After tiering the data to the object store, developers can continue to query it from within the database via standard SQL. Predicates, filters, JOINs, CTEs, windowing — all the powerful PostgreSQL features work. Instead of operating multiple tools and ETL pipelines, developers can now transparently stretch their relational tables across multiple storage layers as the object store is now an integral part of our cloud database. 

Here’s an example of how that works, using the EXPLAIN plan for a single SQL query that fetches data from disk and object storage (notice the Foreign Scan):

How We Did It

To enable this new functionality in PostgreSQL, we built new database internal capabilities and external subsystems. Data chunks (segments of data related by time) that comprise a tiered hypertable now stretch across standard storage and object storage. We also optimized our data format for each layer: block storage starts in uncompressed row-based format and can be converted to Timescale’s native compressed columnar format. On top of that, all object storage is in a compressed columnar format well-suited for Amazon S3 (more specifically, Apache Parquet). This allows developers more options to take advantage of the best data storage type during different stages of their data life cycle.

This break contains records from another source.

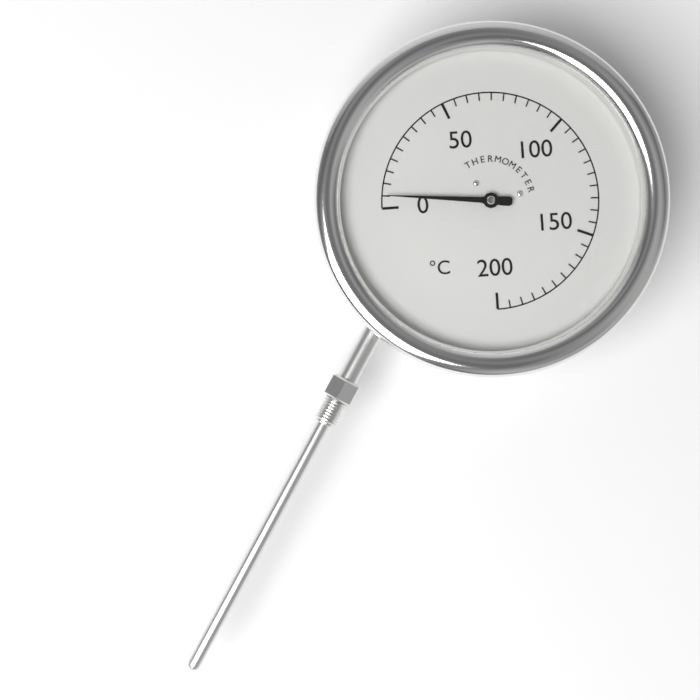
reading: 5 °C
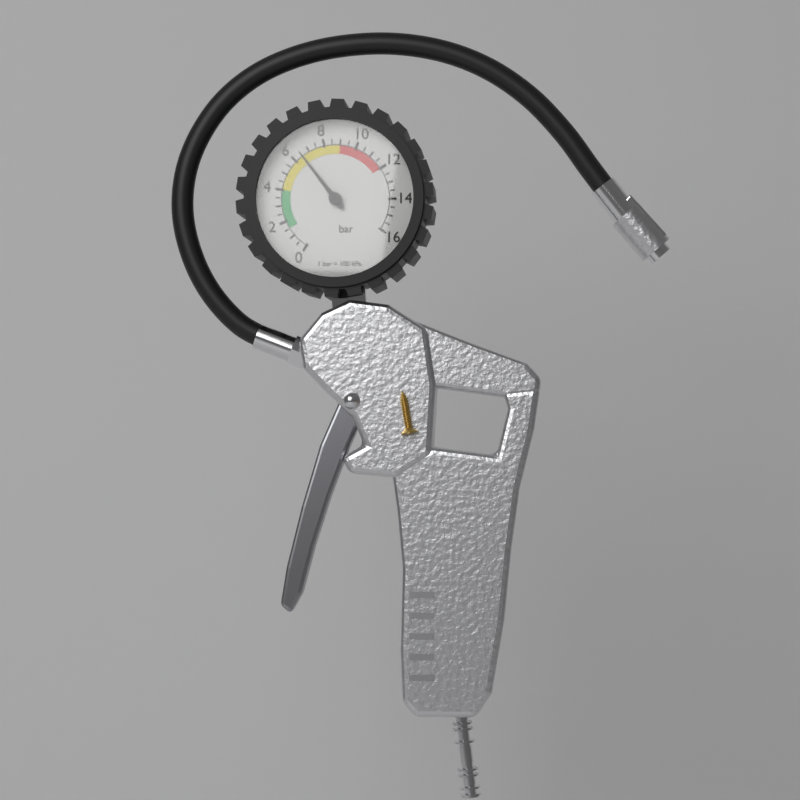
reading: 6.5 bar
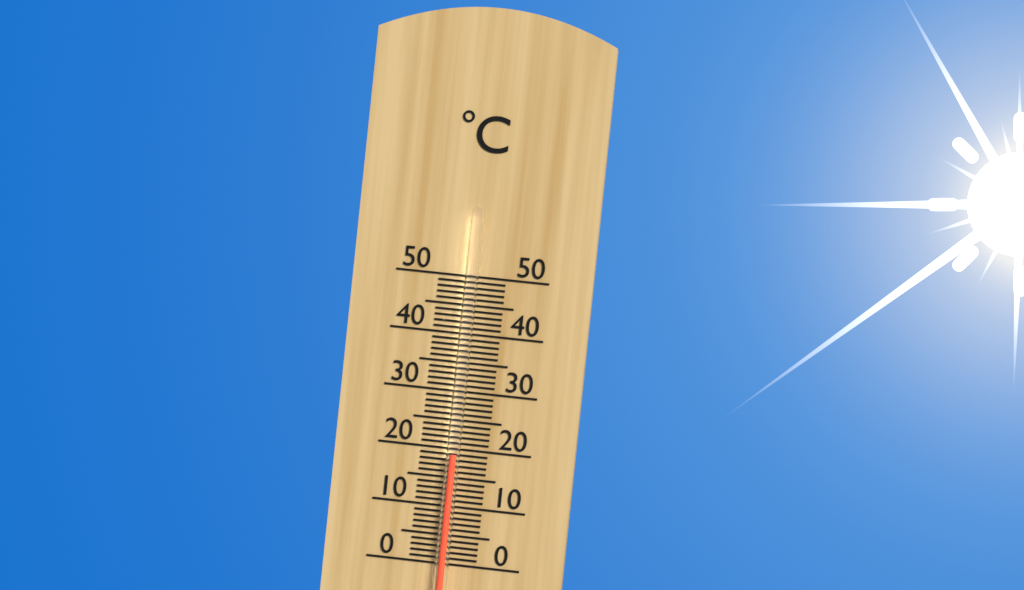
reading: 19 °C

Once a data tiering policy is enabled, chunks stored in our native internal database format are asynchronously migrated into Parquet format and stored in S3 based on their age (although they remain fully accessible throughout the tiering process). A single SQL query will pull data from the disk storage, object storage, or both as needed, but we implemented various query optimizations to limit what needs to be read from S3 to resolve the query. 

We perform “chunk exclusion” to avoid processing chunks falling outside the query’s time window. Further, the database doesn’t need to read the entire object from S3, even for selected chunks, as it stores various metadata to build a “map” of row groups and columnar offsets within the object. The result? It minimizes the amount of data to be processed, even within a single S3 object that has to be fetched to answer queries properly.

Test It Out

The ability to tier data to Amazon S3 within Timescale Cloud saves you the manual work of building and integrating a custom system or operating a separate data store (e.g., Snowflake) for your archival of historical data. Instead of setting up, maintaining, and operating a separate system alongside your production database (and a separate ETL process), you can simply work with a Timescale hypertable that serves your entire data lifecycle, where data is distributed across different storage layers. You can query regular and tiered data seamlessly from this table and also JOIN it to the rest of your tables, avoiding silos without adding more complexity to your data stack.

This not only simplifies operations but also billing: unlike regular data warehousing systems (which typically charge per query, making it very difficult to forecast the final cost), you’ll pay only for what you store, keeping your pricing transparent at all times. 

You can test this novel feature today by requesting access to our private beta. Sign up for Timescale Cloud. (the first 30 days are completely free, no credit card is required) and then navigate to Operations > Data Tiering to request access to the private beta. Bottomless object storage from within your PostgreSQL database.